Location Type: Semi-Urban

Founded: 1952

Total Students: 30,000 +

Int. Students: 10,000 +

Campus Detail

Main Campus Address

De Havilland Campus, Mosquito Way, Hatfield AL10 9EU, United Kingdom

Master of Arts in Photography

Program Overview

  • Each student on the programme has their own studio space within the shared PG Art studio area. You will be able to work alongside fellow students in Photography, Fine Art, Contemporary Textiles and Contemporary Crafts, as well as students across the School.
  • The School has excellent facilities accessible to all students – darkrooms, print and textiles studio, 3d workshops (including glass, ceramics, jewellery, 3d printing), equipment loan store, and computer suites.
  • All the teaching staff are creative practitioners/artists who have national or international standing and expertise. Invited speakers, artists/creatives, curators and theorists, also add to the creative mix. The teaching staff are passionate about the work we make and the work you make!
  • The course is suitable for those interested in commercial and/or fine-art approaches to photographic practice.
  • See our UH Photography Flickr page for portfolios and news of course and alumni activity.

Why choose this course?

This MA Photography award deals with the unique blends of fact, fiction, distinctive style and technical practices that characterize the many forms of contemporary photography, whether that is form a commercial or fine-art approach. It is about the ways in which traditional practices and digital technologies are coming together, developing new forms of photographic practices and bringing new possibilities for the creation, publication and exhibition of photographic imagery.

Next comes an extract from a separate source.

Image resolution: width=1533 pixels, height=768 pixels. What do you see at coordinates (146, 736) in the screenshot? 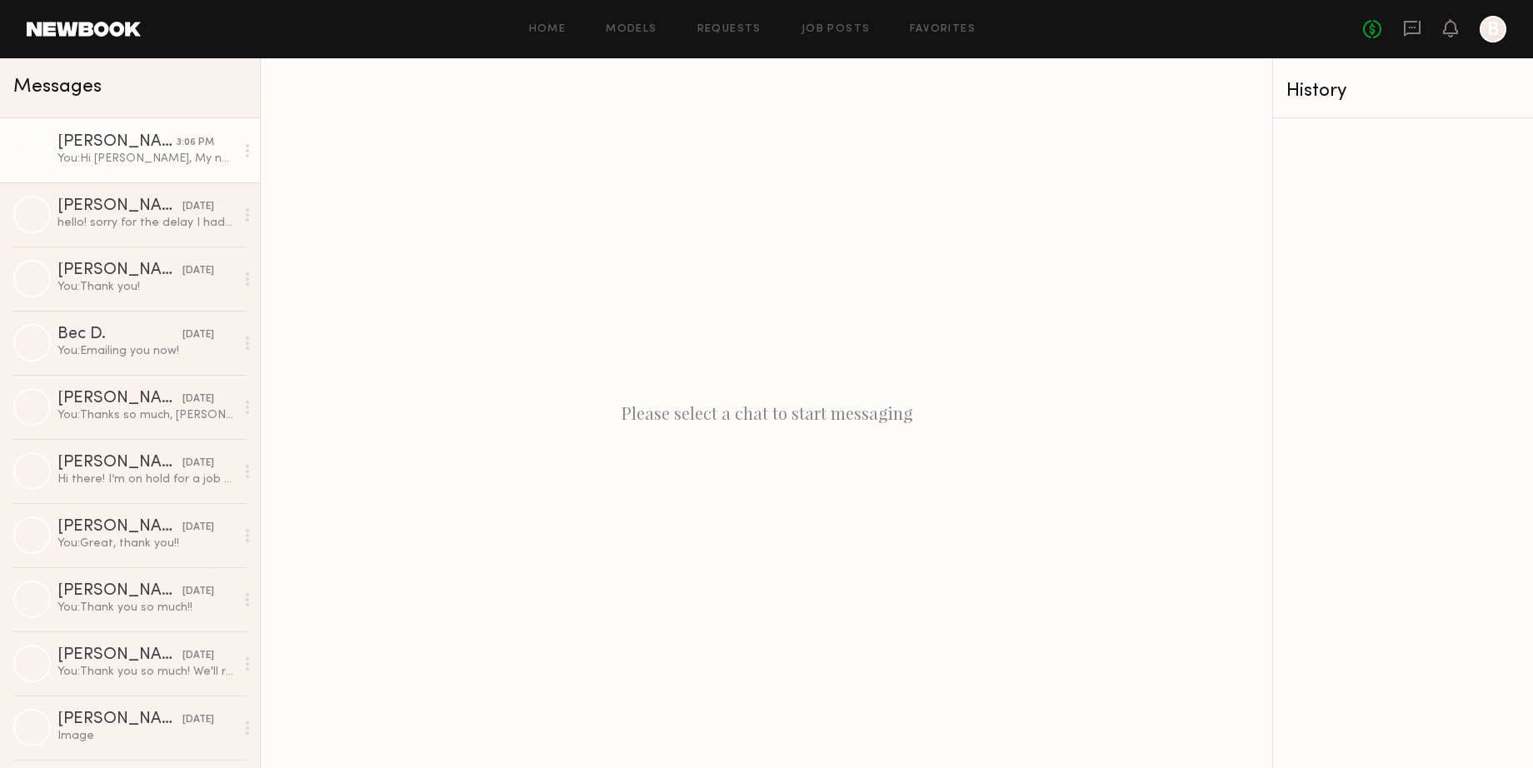
I see `div: Image` at bounding box center [146, 736].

This postgraduate degree is concerned with communicating truths, stories, facts and emotions, it deals with persuasion and comment and the aesthetics of the image in ways which are visually rich and diverse. The widespread adoption of digital technologies to capture, edit, display and distribute photographic images has brought many new possibilities for the creation, publication and exhibition of work to a wide range of audiences and for a wide range of purposes.

The same technologies bring questions about precision and accuracy, the role of invention and imagination, and the way that the photographic image is received, understood and consumed in today's culture. You will work with traditional wet, analogue photographic resources, digital workflow facilities, or a mix of the two which is most appropriate to your personal practice.